The oranges
Personajes:
Tema: Functions applications
Competencias
Competencia Matemática, en ciencia, tecnología e ingeniería
Competencia Personal, social y de aprender a aprender
Competencia en conciencia y expresiones culturales
Materias y cursos por Sistema Educativo
España > Matemáticas > 1º ESO > Sentido algebraico
España > Matemáticas > 1º ESO > Sentido socioafectivo
Enunciado

Maria Gaetana Agnesi, Italian mathematician of the 18th century, well known for the "Agnesi curve", is recognized mainly in the area of analysis, with the publication of the first complete book of Differential and Integral Calculus.
Solve the following problem from the area of analysis, in which Maria Gaetana Agnesi worked so hard:
Maria Gaetana Agnesi went to the market to buy some oranges. There, she read a chart with the price she had to pay depending on how many kilos of oranges she bought.
| kg of oranges | 0 | 1 | 2 | 3 | 4 | 5 | 6 |
| Price (in euros) | 0 | 2 | 10 |
a) Indicate which quantities are the independent variable and the dependent variable.
b) Complete the chart.
c) Express the data as ordered pairs and represent them graphically.
d) What do points (0,0); (1,2) and (5,10) mean?
e) Does it make any sense to connect the points in the graph? Why?
Observaciones y contexto
- Maria Gaetana Agnesi was a child prodigy that, from a very young age, was able to communicate in several languages and to have deep philosophical and scientific conversations. Her sister, Maria Teresa Agnesi, was a musician and composer.

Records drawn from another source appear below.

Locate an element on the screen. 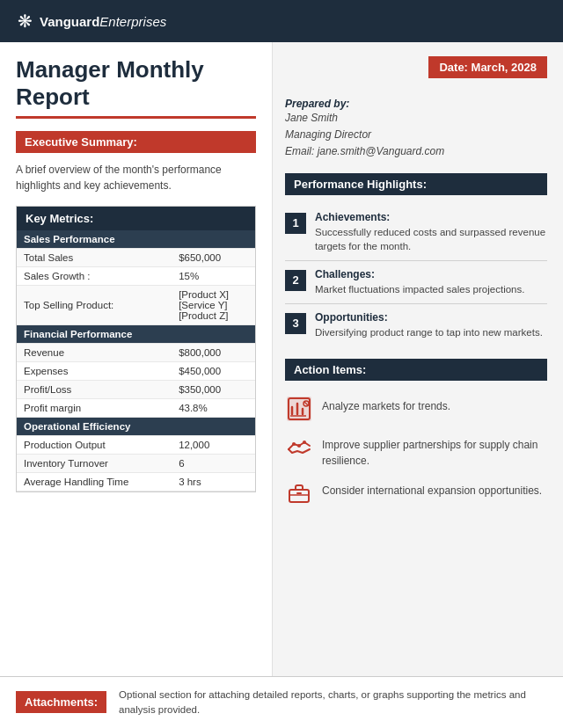 Image resolution: width=563 pixels, height=728 pixels. perf-title: Opportunities: is located at coordinates (429, 317).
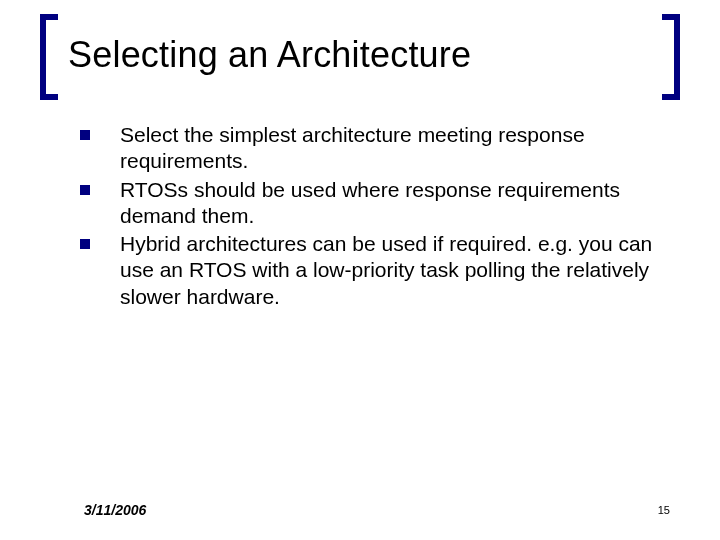 The width and height of the screenshot is (720, 540). What do you see at coordinates (115, 510) in the screenshot?
I see `footer-date: 3/11/2006` at bounding box center [115, 510].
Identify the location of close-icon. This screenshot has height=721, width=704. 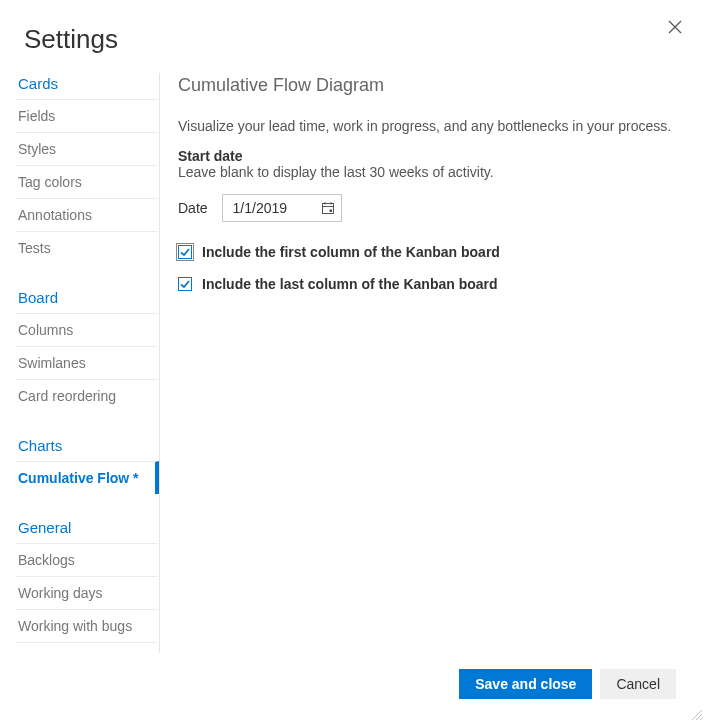
(675, 27).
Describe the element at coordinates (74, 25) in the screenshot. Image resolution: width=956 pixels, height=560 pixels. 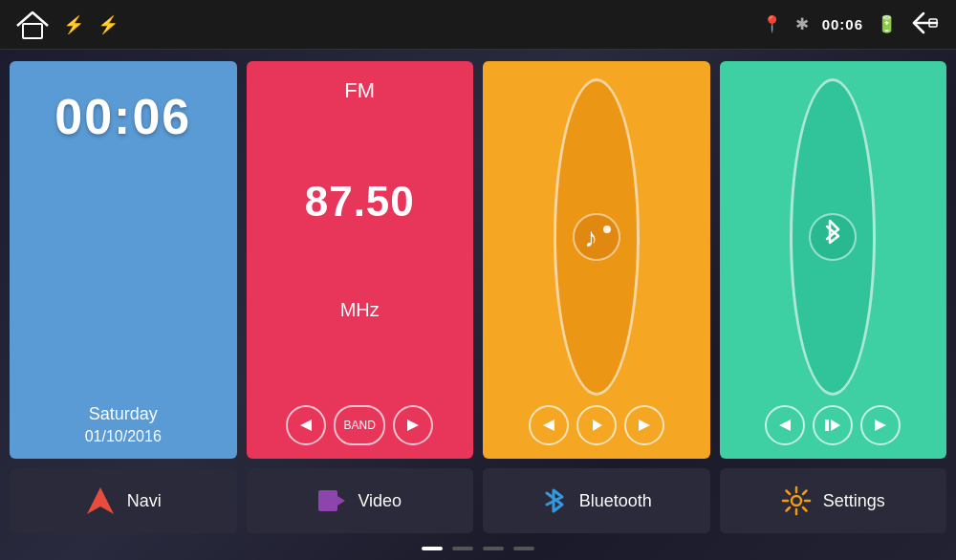
I see `usb1-icon: ⚡` at that location.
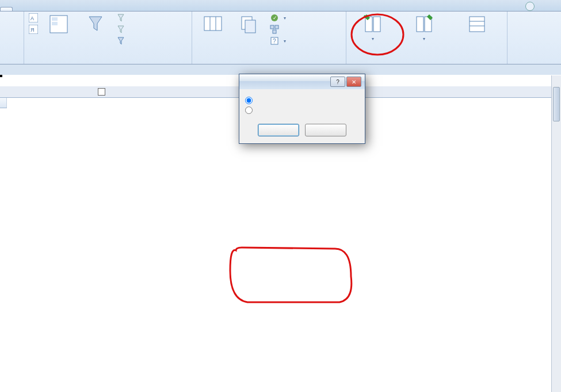 This screenshot has width=561, height=392. What do you see at coordinates (53, 9) in the screenshot?
I see `tab-team` at bounding box center [53, 9].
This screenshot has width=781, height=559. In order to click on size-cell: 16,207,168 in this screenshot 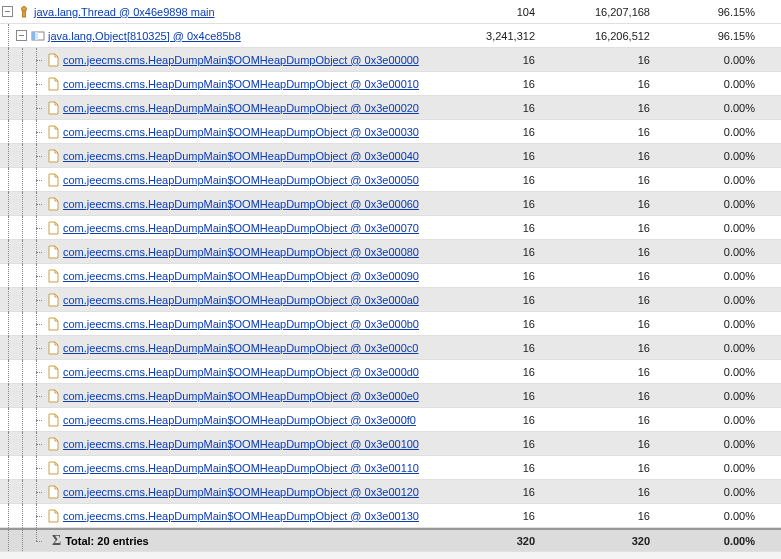, I will do `click(602, 12)`.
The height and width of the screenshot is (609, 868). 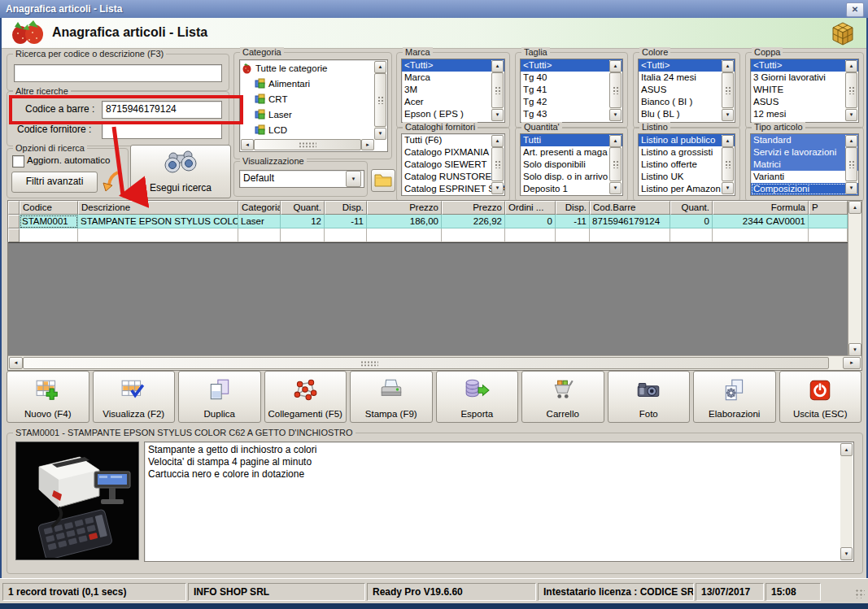 What do you see at coordinates (828, 221) in the screenshot?
I see `table-cell` at bounding box center [828, 221].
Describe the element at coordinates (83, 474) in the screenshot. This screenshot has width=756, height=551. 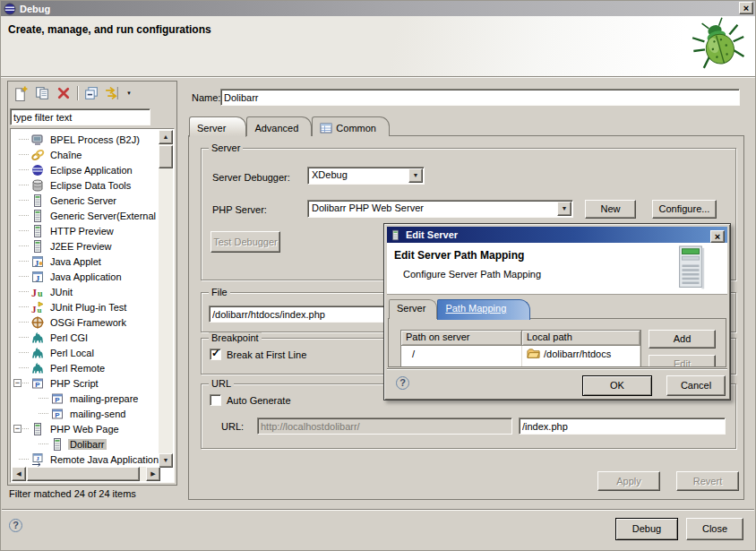
I see `horizontal-scroll-thumb` at that location.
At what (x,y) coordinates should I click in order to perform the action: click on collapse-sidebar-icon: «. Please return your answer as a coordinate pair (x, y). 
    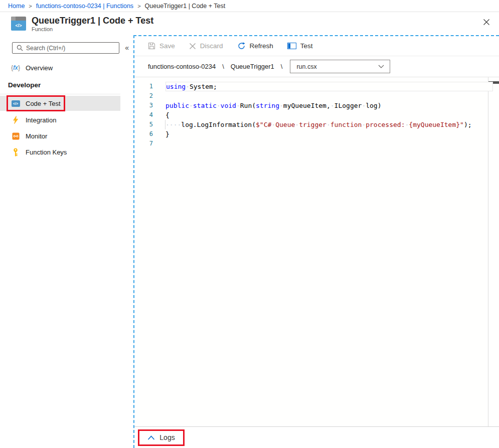
    Looking at the image, I should click on (127, 48).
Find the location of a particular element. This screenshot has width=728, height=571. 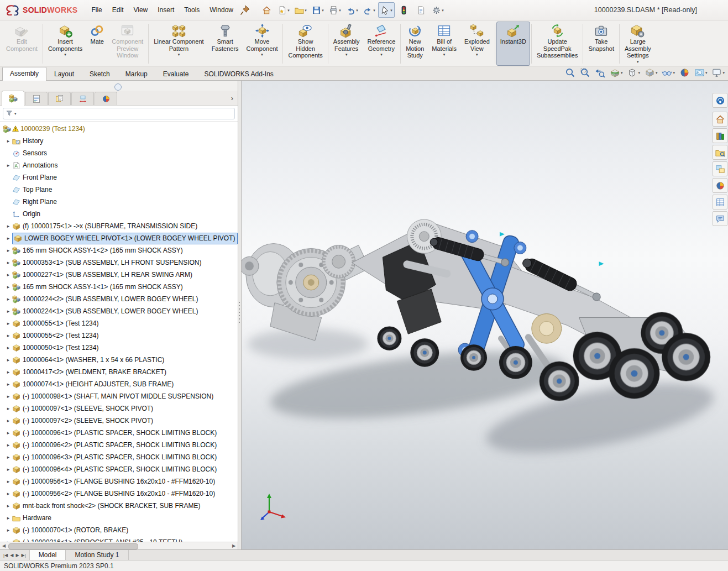

new-motion-study-button: New Motion Study is located at coordinates (415, 44).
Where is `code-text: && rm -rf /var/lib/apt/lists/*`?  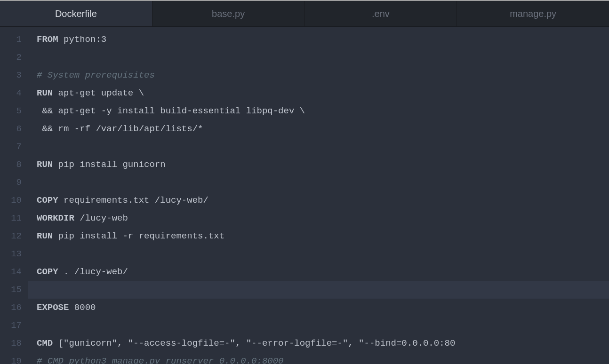 code-text: && rm -rf /var/lib/apt/lists/* is located at coordinates (120, 129).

- Some of Maria Gaetana Agnesi's forerunners in mathematics, philosophy and astronomy are Theano of Crotone (c. 546 BC - c. 450 BC), Hypatia of Alexandria (c. 370 – c. 416) and, in the early modern period, Sophia Brahe (1556-1643), Maria Cunitz (1610-1664), and Elena Lucrezia Cornaro Piscopia (1646 -1684).
- Some of her contemporaries were renowned scientists such as Margaretha Kirch (1703-1744), astronomer; Faustina Pignatelli Carafa (1705-1785), physicist and mathematician; Émilie du Châtelet (1706-1749), mathematician, physicist and philosopher; Laura Maria Catharina Bassi (1711-1778), scientist, poet, and philosopher; Angelique-Marguerite le Boursier du Coudray (1712-1794), midwife; Dorothea Christiane Leporin (1715-1762), doctor; Anna Morandi Manzolini (1716-1774), anatomist; Marie-Geneviève-Charlotte Thiroux d’Arconville (1720-1805), chemist, anatomist, and biologist; María Juana Rosa Andresa Casamayor de la Coma (1720-1780), mathematician; Nicole-Reine de la Brière Lepaute (1723-1788), astronomer; Marie Anne Victoire Pigeon (1724-1767), mathematician, or Maria Angela Ardinghelli (1728-1825), mathematician and physicist, among others.
- Other relevant scientists in the 18th century were Maria Christina Bruhn (1732-1808), chemist and inventor; Claudine Picardet (1735-1820), chemist, mineralogist and meteorologist; Jeanne Baret (1740-1807), botanist and explorer; Caroline Lucrecia Herschel (1750-1848), astronomer; Marie-Anne Pierrette Paulze (1758-1836), chemist; and Sophie Germain (1776-1831), mathematician and physicist.
Descripción
A simple problem is set out that can be solved through the study of a function. Some basic concepts on functions are studied and its graph is represented.